| 55. By the Way-side. |
§ 9. But this peculiar execution of Turner’s is entirely uncopiable; least of all to be copied in engraving. It is at once so dexterous and so keenly cunning, swiftest play of hand being applied with concentrated attention on every movement, that no care in facsimile will render it. The delay in the conclusion of this work has been partly caused by the failure of repeated attempts to express this execution. I see my way now to some partial result; but must get the writing done, and give undivided care to it before I attempt to produce costly plates. Meanwhile, the little cluster of foliage opposite, from the thicket which runs up the bank on the right-hand side of the drawing of Richmond, looking up the river, in the Yorkshire series, will give the reader some idea of the mingled definiteness and mystery of Turner’s work, as opposed to the mechanism of the Dutch on the one side, and the conventional severity of the Italians on the other. It should be compared with the published engraving in the Yorkshire series; for just as much increase, both in quantity and refinement, would be necessary in every portion of the picture, before any true conception could be given of the richness of Turner’s designs. A fragment of distant foliage I may give farther on; but, in order to judge rightly of either example, we must know one or two points in the structure of branches, requiring yet some irksome patience of inquiry, which I am compelled to ask the reader to grant me through another two chapters.
[1] I don’t know that this is rightly expressed; but the meaning will be understood.
CHAPTER VI.
THE BRANCH.
§ 1. We have hitherto spoken of each shoot as either straight or only warped by its spiral tendency; but no shoot of any length, except those of the sapling, ever can be straight; for, as the family of leaves which it bears are forced unanimously to take some given direction in search of food or light, the stalk necessarily obeys the same impulse, and bends itself so as to sustain them in their adopted position, with the greatest ease to itself and comfort for them.

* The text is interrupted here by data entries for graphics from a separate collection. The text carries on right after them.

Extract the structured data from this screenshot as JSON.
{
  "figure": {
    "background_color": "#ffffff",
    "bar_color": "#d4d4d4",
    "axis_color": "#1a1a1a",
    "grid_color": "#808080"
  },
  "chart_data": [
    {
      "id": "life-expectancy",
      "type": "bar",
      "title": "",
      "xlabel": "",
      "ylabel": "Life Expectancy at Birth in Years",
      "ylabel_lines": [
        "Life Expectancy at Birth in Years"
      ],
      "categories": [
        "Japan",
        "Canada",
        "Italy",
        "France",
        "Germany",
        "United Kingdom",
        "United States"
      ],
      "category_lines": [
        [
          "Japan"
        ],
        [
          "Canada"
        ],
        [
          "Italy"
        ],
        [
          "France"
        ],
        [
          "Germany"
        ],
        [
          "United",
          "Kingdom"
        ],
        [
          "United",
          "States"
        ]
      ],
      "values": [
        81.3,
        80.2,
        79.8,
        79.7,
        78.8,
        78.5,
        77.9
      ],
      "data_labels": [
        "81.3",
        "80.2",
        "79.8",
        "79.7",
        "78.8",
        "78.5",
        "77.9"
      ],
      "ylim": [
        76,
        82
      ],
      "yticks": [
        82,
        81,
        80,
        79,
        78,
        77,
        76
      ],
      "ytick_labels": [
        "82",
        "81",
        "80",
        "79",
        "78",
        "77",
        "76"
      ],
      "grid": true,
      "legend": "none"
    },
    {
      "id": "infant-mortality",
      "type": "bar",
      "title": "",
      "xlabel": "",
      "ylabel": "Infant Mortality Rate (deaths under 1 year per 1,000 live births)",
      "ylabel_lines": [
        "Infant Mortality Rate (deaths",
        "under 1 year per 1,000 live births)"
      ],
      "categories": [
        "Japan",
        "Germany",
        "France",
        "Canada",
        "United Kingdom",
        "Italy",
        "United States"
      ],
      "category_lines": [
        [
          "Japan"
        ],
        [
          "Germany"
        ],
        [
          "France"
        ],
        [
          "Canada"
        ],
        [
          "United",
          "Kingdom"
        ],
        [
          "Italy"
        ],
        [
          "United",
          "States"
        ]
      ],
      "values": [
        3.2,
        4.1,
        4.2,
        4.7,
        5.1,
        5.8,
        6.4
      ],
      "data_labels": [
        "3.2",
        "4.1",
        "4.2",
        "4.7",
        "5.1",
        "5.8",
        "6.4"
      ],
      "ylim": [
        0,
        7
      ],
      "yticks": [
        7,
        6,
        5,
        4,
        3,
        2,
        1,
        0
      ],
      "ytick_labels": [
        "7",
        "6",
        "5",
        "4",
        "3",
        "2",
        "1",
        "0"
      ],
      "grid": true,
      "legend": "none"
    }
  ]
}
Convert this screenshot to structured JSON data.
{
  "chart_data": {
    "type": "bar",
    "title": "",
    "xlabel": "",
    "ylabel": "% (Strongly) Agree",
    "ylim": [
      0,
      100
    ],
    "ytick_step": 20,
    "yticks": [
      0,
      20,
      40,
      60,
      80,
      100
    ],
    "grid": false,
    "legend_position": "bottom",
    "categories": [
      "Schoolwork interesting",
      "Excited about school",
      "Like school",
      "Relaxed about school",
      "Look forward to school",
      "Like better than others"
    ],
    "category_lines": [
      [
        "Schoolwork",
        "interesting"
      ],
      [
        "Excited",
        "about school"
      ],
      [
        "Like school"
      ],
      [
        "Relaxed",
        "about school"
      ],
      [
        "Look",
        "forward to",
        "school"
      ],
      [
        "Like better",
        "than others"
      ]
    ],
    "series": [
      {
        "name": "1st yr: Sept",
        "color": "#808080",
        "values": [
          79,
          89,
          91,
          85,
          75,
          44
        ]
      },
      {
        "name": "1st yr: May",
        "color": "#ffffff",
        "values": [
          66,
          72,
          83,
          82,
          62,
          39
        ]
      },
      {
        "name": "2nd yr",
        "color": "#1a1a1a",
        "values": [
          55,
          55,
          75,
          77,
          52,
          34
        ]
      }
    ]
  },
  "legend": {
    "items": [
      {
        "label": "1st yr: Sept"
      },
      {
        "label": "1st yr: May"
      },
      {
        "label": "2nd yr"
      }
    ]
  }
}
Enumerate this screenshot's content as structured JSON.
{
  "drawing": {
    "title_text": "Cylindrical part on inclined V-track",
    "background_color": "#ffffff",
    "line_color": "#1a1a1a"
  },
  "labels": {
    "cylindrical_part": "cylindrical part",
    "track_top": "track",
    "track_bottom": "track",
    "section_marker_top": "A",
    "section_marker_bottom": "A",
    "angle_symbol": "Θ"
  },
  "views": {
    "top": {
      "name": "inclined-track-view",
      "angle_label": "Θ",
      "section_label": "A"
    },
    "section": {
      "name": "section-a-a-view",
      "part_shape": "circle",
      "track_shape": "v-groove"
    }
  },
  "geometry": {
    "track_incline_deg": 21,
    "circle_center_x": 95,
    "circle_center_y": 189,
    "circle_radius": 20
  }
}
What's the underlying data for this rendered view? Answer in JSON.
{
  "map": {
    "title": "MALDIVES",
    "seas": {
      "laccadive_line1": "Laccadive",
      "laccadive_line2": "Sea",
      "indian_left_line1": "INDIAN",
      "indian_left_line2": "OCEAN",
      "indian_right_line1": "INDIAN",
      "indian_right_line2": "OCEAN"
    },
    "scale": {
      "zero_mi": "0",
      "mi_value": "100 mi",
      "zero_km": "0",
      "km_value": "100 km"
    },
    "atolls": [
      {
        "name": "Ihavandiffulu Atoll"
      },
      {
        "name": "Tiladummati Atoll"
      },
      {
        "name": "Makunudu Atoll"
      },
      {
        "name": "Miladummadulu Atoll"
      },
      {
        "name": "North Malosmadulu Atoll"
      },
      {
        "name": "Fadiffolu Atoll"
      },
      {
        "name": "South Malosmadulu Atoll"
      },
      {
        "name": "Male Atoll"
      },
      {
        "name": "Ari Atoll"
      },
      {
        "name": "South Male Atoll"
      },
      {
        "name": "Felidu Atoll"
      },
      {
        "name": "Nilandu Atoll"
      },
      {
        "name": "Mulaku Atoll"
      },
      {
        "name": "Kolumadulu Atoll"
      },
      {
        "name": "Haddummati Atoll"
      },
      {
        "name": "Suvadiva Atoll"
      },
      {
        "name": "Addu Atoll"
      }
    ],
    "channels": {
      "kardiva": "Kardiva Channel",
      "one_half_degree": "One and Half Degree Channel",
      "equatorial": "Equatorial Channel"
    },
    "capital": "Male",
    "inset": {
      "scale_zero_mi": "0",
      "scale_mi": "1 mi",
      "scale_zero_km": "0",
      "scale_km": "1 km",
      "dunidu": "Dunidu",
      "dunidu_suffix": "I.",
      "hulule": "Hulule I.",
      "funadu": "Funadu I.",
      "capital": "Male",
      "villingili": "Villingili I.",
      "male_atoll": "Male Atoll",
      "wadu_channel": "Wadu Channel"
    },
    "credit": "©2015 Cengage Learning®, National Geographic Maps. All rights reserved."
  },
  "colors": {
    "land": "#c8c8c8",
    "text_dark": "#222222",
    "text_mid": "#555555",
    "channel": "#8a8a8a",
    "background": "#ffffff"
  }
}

In doing this, it has two main influences to comply or contend with: the first, the direct action of the leaves in drawing it this way or that, as they themselves seek particular situations; the second, the pressure of their absolute weight after they have taken their places, depressing each bough in a given degree; the leverage increasing as the leaf extends. To these principal forces may frequently be added that of some prevalent wind, which, on a majority of days in the year, bends the bough, leaves and all, for hours together, out of its normal position. Owing to these three forces, the shoot is nearly sure to be curved in at least two directions;[1] that is to say, not merely as the rim of a wine-glass is curved (so that, looking at it horizontally, the circle becomes a straight line), but as the edge of a lip or an eyebrow is curved, partly upward, partly forwards, so that in no possible perspective can it be seen as a straight line. Similarly, no perspective will usually bring a shoot of a free-growing tree to appear a straight line.